The arrival in office of ultraconservative Iranian President Ebrahim Raisi has changed the outlook for the talks

Vienna (AFP) - International talks on Iran’s nuclear programme restarted Monday after a five-month hiatus with Tehran “determined” to reach a deal as analysts warn of major obstacles to any speedy resumption of the 2015 nuclear deal.

Iran paused the negotiations in June after the election of an ultraconservative new president, Ebrahim Raisi. Diplomats at the time had said they were “close” to an agreement.

Iran ignored appeals from Western countries to restart the talks for several months, all the while strengthening the capabilities of its nuclear programme. In August, Raisi said Iran was again open to talks.

The talks started just after 3 p.m. (1400 GMT) in the Palais Coburg hotel where the 2015 agreement – known as the Joint Comprehensive Plan of Action (JCPOA) – was clinched.

Along with Iran, diplomats from Britain, China, France, Germany and Russia are attending.

The United States is taking part in the talks indirectly.

On Monday, Iran said it had “a firm determination to reach an agreement and is looking forward to fruitful talks”.

“If the other side shows the same willingness, we will be on the right track to reach an agreement,” said Iranian foreign ministry spokesman Said Khatibzadeh.

Last week, US Special Envoy for Iran Robert Malley said Tehran’s attitude “doesn’t augur well for the talks”.

“If they start getting too close, too close for comfort, then of course we will not be prepared to sit idly,” Malley told the US National Public Radio.

The EU, which is chairing the talks, said on Monday it was “crucial to pick up from where we left it last June, and that all sides work swiftly and constructively to bring the JCPOA back on track as soon as possible”.

- ‘Precarious situation’ -

The JCPOA offered a lifting of some of the array of economic sanctions Iran had been under in return for strict curbs on its nuclear programme.

Iran's nuclear sites

But the deal started to unravel in 2018 when then-US president Donald Trump pulled out and began reinstating sanctions on Iran.

Ordinary Iranians are hoping the talks may lead to some of those crippling sanctions being lifted.

Unemployed Tehran resident Davoud Lotfinia told AFP: “The sanctions probably haven’t affected the authorities, but the purchasing power of ordinary people is diminishing every day.”

The year after Trump’s move, Iran retaliated by starting to exceed the limits on its nuclear activity laid down in the deal.

In recent months, it has started enriching uranium to unprecedented levels and has also restricted the activities of inspectors from the International Atomic Energy Agency (IAEA), the UN watchdog charged with monitoring Iran’s nuclear facilities.

IAEA Director General Rafael Grossi said “no progress” was made on issues he raised during a visit to Tehran last week, which had hoped to address differences between the agency and Iran.

“Iran’s unwillingness to reach a relatively straightforward compromise with the IAEA reflects poorly on the outlook for the nuclear talks,” said Henry Rome, Iran specialist at the Eurasia Group think tank.

“Iran may calculate that its unconstrained nuclear advances… will put more pressure on the West to give ground in talks quickly,” Rome said, warning this would “likely have the opposite effect”.

“The situation regarding Iran’s nuclear advances is increasingly precarious,” Kelsey Davenport, an expert with the Arms Control Association, told journalists last week.

- Covert programme? -

“Iran is acting like the United States is going to blink first but… pressure is a double-edged sword” which could kill any prospect of the 2015 deal being restored, Davenport added.

“If there are gaps in the IAEA’s monitoring, it will drive the speculation that Iran has engaged in illicit activity, that it has a covert programme, whether there’s evidence to that or not,” Davenport said, which could in turn “undermine the prospects for sustaining the deal”.

In London, top Israel diplomat Yair Lapid was scheduled to meet British Prime Minister Boris Johnson on Monday, and French President Emmanuel Macron in Paris on Tuesday.

In advance of their meeting Truss and Lapid published an article in the Daily Telgraph newspaper saying they would “work night and day to prevent the Iranian regime from ever becoming a nuclear power”.

British foreign minister Liz Truss added in a statement that the UK wanted “Iran to agree to the original JCPOA” but warned that if the talks “don’t work, all options are on the table”.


__TASK ITEM__: Wherever a line of the listing holds the string "DefinedBenefit", copy that line.
========================================
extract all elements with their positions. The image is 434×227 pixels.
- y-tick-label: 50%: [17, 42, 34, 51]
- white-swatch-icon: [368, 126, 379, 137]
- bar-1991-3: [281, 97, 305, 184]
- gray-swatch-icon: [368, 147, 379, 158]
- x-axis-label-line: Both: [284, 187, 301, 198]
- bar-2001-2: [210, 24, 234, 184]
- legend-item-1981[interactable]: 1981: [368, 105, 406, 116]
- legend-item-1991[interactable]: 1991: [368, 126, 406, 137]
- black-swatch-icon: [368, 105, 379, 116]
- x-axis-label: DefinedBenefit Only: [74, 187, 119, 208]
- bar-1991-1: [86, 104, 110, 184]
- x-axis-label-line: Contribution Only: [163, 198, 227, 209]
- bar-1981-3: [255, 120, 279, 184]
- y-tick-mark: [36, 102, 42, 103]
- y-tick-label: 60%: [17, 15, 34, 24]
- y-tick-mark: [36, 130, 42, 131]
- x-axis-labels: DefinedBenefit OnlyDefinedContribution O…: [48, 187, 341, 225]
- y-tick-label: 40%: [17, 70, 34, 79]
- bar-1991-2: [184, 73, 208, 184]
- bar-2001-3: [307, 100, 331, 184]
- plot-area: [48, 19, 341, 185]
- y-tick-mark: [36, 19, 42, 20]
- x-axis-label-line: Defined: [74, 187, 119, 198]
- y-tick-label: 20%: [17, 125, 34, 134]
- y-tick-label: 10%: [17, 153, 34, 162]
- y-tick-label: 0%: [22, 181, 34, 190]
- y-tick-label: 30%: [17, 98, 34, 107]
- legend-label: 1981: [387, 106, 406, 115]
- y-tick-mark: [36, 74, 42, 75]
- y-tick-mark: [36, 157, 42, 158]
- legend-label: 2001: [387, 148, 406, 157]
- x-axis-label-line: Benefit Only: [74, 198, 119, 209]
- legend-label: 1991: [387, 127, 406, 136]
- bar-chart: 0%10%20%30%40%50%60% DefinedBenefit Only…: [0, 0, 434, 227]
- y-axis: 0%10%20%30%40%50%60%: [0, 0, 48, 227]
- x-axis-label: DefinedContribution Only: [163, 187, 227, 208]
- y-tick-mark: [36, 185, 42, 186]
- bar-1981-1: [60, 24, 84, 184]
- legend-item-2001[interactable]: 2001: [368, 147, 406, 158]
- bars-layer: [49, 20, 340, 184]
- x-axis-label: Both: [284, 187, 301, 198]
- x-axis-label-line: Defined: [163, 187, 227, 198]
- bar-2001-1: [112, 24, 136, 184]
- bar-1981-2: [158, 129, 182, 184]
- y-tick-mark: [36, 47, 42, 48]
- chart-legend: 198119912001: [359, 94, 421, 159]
========================================
__RESPONSE TO THE TASK__:
- x-axis-label: DefinedBenefit Only: [74, 187, 119, 208]
- x-axis-labels: DefinedBenefit OnlyDefinedContribution O…: [48, 187, 341, 225]
- bar-chart: 0%10%20%30%40%50%60% DefinedBenefit Only…: [0, 0, 434, 227]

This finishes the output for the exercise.